International Association for Cryptologic Research

International Association
for Cryptologic Research

IACR News item: 17 January 2025

Nirajan Koirala, Jonathan Takeshita, Jeremy Stevens, Sam Martin, Taeho Jung
ePrint Report ePrint Report
In various real-world situations, a client may need to verify whether specific data elements they possess are part of a set segmented among numerous data holders. To maintain user privacy, it’s essential that both the client’s data elements and the data holders’ sets remain encrypted throughout the process. Existing approaches like Private Set Intersection (PSI), Multi-Party PSI (MPSI), Private Segmented Membership Test (PSMT), and Oblivious RAM (ORAM) face challenges in these contexts. They either require data holders to access the sets in plaintext, result in high latency when aggregating data from multiple holders, risk exposing the identity of the party with the matching element, cause a large communication overhead for multiple-element queries, or lead to high false positives.

This work introduces the primitive of a Private Segmented Membership Test (PSMT) for clients with multiple query elements. We present a basic protocol for solving PSMT using a threshold variant of approximate-arithmetic homomorphic encryption, addressing the challenges of avoiding information leakage about the party with the intersection element, minimizing communication overhead for multiple query elements, and preventing false positives for a large number of data holders ensuring IND-CPA^D security. Our novel approach surpasses current state-of-the-art methods in scalability, supporting significantly more data holders. This is achieved through a novel summation-based homomorphic membership check rather than a product-based one, as well as various novel ideas addressing technical challenges.

Our new PSMT protocol supports a large number of parties and query elements (up to 4096 parties and 512 queries in experiments) compared to previous methods. Our experimental evaluation shows that our method's aggregation of results from 1024 data holders with a set size of 2^15 can run in 71.2s and only requires an additional 1.2 seconds per query for processing multiple queries. We also compare our PSMT protocol to other state-of-the-art PSI and MPSI protocols and our previous work and discuss our improvements in usability with a better privacy model and a larger number of parties and queries.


The problem: Below are some records; copy each line in them that contains "title".

Given records:
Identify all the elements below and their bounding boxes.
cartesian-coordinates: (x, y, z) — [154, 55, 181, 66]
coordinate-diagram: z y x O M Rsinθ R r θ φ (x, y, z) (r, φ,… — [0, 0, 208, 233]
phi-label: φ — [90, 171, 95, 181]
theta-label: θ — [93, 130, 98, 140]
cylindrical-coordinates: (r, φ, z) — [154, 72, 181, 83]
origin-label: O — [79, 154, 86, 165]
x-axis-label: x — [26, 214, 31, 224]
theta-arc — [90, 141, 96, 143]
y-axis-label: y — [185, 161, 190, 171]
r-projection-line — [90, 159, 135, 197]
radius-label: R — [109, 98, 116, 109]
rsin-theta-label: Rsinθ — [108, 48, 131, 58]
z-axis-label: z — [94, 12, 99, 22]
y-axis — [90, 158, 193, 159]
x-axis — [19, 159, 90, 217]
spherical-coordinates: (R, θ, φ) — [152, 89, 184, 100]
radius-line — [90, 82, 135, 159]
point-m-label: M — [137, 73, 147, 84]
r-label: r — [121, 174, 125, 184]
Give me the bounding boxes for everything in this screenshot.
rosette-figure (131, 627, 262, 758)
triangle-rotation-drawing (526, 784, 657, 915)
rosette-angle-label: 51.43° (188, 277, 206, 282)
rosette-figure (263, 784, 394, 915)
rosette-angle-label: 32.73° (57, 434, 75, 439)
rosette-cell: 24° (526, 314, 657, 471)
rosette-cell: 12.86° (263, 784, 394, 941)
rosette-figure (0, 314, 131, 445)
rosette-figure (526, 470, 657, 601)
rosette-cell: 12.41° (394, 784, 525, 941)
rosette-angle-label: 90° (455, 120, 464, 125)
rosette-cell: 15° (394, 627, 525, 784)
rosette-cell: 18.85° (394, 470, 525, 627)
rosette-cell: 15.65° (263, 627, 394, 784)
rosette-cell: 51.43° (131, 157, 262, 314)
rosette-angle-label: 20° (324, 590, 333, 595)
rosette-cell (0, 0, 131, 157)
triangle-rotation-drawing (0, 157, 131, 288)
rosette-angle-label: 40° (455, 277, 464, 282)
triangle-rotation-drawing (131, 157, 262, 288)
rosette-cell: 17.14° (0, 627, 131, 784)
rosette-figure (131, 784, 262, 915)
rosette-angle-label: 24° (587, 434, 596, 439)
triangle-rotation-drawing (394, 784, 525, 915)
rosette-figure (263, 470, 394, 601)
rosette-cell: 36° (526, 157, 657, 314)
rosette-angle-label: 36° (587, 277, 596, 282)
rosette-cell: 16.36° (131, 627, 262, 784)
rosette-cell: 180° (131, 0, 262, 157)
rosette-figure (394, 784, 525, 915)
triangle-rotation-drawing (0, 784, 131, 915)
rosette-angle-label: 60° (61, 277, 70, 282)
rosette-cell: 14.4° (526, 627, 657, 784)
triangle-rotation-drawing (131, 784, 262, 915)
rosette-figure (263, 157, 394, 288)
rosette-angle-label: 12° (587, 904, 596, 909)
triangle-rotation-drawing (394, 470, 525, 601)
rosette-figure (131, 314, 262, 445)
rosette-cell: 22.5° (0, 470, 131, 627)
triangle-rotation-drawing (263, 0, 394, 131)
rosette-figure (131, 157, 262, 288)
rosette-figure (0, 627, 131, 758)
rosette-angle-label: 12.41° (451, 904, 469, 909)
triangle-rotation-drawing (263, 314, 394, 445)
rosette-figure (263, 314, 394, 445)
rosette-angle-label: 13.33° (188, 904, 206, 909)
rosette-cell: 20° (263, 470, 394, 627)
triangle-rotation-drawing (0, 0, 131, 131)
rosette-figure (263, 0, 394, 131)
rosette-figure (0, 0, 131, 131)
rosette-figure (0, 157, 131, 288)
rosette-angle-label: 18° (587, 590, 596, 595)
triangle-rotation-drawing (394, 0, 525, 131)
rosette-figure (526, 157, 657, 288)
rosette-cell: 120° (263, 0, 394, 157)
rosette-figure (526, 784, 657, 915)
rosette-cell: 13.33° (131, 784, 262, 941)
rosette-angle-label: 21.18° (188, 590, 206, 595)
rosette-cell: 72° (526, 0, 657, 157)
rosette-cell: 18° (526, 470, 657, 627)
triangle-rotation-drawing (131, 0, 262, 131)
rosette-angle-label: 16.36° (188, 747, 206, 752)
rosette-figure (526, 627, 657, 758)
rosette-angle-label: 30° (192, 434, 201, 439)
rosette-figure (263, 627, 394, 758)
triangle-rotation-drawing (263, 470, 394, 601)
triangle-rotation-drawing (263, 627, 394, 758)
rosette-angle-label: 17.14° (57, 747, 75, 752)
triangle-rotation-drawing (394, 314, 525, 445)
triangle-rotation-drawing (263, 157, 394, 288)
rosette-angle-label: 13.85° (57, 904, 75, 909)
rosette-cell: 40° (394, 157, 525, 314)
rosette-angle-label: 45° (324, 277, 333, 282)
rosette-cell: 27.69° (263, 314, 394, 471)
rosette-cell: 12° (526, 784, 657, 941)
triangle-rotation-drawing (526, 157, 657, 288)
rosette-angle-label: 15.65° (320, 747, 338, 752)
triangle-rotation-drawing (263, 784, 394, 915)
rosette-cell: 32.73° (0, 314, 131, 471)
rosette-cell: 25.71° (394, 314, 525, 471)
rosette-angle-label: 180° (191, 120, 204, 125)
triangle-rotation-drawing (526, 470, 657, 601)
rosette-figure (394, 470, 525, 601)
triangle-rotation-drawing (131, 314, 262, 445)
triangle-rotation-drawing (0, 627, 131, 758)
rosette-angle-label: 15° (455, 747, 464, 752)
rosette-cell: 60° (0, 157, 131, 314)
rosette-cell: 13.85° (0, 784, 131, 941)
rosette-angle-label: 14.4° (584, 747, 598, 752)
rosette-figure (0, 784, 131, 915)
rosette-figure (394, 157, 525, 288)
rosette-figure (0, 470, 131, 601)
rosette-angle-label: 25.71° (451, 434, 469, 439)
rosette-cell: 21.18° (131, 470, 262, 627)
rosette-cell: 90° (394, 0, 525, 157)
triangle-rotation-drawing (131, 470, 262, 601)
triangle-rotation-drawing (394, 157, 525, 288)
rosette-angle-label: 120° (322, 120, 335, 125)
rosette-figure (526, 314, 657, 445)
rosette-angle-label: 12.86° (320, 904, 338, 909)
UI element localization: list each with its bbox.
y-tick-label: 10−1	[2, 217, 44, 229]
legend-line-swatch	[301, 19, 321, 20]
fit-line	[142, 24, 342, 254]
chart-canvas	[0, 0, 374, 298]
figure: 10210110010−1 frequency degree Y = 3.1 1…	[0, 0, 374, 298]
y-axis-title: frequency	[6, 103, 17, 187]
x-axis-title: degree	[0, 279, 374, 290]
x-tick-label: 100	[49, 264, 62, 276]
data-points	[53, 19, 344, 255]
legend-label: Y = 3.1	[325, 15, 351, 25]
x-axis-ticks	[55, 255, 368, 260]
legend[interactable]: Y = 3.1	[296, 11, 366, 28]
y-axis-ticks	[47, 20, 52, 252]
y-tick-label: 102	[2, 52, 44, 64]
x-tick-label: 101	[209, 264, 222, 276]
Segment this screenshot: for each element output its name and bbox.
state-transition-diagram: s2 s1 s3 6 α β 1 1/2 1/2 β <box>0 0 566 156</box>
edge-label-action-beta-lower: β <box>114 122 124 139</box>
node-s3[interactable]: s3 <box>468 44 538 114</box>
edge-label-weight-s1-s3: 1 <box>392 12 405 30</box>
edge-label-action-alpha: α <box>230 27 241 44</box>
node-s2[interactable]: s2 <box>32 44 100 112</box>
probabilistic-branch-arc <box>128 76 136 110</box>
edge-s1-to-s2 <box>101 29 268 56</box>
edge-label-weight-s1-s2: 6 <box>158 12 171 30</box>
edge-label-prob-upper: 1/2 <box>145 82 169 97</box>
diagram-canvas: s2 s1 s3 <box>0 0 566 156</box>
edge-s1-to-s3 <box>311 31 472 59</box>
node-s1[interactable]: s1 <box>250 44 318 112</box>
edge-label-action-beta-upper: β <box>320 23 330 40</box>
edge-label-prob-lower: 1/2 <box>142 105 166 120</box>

Response below:
y-axis-title: frequency	[6, 103, 17, 187]
x-axis-title: degree	[0, 279, 374, 290]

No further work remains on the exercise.